------ SUPPLIED MATERIAL ------

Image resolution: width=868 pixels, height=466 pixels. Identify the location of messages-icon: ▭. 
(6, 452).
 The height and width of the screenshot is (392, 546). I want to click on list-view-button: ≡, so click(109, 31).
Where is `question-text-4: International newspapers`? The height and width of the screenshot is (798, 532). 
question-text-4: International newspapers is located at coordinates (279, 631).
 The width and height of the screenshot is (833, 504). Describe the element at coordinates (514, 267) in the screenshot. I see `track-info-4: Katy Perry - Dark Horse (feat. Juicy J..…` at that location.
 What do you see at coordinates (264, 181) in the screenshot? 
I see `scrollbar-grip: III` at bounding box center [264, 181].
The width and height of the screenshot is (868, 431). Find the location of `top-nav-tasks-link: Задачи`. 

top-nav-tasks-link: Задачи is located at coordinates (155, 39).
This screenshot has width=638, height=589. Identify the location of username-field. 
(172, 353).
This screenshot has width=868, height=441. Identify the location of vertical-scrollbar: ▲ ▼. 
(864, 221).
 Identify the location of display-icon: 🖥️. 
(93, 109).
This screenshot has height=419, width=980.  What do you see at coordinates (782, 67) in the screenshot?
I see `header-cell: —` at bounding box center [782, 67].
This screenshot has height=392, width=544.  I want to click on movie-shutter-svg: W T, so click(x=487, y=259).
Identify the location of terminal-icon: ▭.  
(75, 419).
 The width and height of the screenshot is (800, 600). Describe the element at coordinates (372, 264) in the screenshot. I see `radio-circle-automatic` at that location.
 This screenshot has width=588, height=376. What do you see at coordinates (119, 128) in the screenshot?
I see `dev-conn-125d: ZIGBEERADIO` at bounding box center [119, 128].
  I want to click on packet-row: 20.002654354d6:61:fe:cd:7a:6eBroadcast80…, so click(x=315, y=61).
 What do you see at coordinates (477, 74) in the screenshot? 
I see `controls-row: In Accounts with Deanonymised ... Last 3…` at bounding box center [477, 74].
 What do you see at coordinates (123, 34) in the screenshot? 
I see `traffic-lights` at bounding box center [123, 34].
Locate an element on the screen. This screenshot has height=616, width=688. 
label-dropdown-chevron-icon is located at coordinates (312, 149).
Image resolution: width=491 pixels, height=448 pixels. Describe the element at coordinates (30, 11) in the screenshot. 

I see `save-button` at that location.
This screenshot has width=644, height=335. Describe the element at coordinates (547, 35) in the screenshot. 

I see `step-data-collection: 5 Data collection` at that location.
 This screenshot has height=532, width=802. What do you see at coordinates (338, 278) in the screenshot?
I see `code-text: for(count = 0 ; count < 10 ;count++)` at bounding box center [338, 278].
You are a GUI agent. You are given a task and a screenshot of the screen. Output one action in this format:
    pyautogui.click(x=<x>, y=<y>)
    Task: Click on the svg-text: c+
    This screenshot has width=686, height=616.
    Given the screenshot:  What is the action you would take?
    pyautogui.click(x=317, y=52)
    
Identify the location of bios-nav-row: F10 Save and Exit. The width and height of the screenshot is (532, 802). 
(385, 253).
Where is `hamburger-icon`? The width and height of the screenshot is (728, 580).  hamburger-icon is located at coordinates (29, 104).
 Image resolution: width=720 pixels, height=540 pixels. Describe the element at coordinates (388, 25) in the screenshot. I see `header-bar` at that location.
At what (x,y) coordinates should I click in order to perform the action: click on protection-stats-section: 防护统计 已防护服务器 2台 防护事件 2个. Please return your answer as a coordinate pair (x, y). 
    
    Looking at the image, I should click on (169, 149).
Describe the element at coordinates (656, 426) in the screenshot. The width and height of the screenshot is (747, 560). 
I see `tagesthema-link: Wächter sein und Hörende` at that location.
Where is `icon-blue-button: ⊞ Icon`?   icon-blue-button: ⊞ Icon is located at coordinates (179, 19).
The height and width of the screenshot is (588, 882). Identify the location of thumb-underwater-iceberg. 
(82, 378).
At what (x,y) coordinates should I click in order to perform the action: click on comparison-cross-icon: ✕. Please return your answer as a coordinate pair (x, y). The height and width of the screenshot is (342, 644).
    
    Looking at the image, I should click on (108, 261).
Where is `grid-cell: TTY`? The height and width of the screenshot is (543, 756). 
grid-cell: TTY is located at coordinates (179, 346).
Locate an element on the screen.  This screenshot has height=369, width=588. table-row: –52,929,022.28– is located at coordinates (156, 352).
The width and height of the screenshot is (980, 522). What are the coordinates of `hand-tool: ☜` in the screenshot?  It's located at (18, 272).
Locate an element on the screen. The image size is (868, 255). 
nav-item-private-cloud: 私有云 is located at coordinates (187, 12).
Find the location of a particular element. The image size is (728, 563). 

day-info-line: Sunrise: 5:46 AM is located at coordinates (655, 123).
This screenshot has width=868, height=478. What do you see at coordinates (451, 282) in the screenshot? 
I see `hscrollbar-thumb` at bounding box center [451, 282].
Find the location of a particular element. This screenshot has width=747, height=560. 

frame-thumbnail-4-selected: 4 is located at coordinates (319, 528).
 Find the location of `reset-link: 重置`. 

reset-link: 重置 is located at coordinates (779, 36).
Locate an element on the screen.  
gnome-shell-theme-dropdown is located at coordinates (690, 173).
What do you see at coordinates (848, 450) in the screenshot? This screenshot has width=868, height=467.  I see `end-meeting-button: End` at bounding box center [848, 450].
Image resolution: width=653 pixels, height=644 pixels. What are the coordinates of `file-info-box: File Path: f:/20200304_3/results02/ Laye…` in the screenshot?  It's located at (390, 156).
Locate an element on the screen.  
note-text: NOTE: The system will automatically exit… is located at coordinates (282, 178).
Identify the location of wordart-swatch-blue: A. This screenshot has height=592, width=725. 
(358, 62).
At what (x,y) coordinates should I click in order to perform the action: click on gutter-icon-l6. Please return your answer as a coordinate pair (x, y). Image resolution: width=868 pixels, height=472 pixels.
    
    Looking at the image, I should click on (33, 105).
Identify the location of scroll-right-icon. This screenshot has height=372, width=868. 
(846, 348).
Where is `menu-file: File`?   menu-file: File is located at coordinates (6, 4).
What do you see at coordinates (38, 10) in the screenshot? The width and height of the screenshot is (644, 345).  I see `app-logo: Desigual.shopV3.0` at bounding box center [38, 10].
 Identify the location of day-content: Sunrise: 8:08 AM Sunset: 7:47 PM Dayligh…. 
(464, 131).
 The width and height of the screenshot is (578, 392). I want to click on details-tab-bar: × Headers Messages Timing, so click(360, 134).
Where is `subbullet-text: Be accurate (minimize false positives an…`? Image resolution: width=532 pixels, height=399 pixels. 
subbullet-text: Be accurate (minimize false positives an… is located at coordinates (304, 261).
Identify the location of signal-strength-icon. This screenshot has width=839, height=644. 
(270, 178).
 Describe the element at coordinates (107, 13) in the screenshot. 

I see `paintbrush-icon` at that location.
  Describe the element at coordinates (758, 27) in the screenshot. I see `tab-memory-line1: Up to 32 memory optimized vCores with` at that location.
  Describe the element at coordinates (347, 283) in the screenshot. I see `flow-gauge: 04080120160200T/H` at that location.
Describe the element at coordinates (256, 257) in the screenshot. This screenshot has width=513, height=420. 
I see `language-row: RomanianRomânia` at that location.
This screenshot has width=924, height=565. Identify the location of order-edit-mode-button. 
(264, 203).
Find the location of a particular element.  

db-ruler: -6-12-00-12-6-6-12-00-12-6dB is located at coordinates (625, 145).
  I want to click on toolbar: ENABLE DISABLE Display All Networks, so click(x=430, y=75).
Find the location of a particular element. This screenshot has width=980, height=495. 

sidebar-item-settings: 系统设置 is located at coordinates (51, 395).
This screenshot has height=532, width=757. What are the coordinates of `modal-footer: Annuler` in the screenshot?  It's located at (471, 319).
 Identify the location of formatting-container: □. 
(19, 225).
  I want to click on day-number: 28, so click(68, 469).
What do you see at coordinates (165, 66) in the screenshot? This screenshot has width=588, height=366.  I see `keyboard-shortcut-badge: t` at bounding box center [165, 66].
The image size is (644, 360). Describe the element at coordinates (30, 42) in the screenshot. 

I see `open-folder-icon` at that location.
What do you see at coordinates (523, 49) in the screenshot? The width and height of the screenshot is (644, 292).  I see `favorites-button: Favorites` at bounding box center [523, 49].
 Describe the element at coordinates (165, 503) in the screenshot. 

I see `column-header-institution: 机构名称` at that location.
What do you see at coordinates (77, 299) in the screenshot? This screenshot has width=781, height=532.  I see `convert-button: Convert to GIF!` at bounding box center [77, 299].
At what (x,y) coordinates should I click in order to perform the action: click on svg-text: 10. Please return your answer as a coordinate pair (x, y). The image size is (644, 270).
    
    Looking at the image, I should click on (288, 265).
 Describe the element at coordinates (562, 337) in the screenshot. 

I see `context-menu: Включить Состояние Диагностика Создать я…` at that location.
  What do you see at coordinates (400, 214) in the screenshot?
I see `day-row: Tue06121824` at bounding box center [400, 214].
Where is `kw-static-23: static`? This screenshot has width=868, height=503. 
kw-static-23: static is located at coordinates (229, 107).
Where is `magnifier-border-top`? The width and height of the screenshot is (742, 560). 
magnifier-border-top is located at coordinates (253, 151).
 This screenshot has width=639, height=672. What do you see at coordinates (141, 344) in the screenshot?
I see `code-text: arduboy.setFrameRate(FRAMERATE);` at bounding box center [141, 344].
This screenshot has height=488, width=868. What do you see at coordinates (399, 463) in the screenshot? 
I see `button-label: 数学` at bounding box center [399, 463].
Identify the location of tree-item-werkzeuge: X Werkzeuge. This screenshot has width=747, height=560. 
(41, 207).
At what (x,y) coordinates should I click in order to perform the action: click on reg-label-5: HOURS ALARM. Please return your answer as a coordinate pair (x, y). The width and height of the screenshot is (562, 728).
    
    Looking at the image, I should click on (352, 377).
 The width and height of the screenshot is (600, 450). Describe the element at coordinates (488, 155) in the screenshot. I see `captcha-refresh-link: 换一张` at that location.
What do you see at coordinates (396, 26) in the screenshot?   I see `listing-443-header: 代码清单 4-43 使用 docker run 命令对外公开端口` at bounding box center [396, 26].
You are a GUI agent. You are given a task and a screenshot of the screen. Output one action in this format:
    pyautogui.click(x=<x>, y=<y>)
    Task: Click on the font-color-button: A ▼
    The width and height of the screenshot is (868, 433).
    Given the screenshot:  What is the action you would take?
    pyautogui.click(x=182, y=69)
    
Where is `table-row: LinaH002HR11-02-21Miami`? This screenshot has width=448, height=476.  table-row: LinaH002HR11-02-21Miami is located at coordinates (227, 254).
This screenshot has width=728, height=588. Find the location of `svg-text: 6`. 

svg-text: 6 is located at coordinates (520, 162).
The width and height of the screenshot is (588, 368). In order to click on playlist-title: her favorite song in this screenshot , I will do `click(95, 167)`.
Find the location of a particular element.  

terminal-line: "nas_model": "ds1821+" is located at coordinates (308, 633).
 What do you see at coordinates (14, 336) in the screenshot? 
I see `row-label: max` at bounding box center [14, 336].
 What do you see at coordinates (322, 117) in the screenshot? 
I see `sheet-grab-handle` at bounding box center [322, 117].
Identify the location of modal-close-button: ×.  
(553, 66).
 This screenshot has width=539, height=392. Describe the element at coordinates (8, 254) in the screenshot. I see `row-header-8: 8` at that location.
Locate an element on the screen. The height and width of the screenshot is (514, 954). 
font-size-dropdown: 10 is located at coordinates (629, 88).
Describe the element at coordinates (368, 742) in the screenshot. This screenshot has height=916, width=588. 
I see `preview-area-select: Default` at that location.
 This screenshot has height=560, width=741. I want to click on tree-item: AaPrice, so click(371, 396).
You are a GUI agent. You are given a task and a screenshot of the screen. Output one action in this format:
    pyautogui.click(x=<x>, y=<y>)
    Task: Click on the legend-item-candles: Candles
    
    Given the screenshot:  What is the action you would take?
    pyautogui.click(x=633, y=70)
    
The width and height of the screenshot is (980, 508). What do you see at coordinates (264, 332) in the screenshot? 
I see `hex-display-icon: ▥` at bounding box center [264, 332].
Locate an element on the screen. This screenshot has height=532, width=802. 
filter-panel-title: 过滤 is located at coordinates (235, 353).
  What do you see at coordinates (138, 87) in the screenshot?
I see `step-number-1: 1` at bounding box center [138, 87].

------

# TASK REQUIREMENTS
A single number is the whole answer here: the number of lines in the data containing "table".

# WRITTEN RESPONSE
2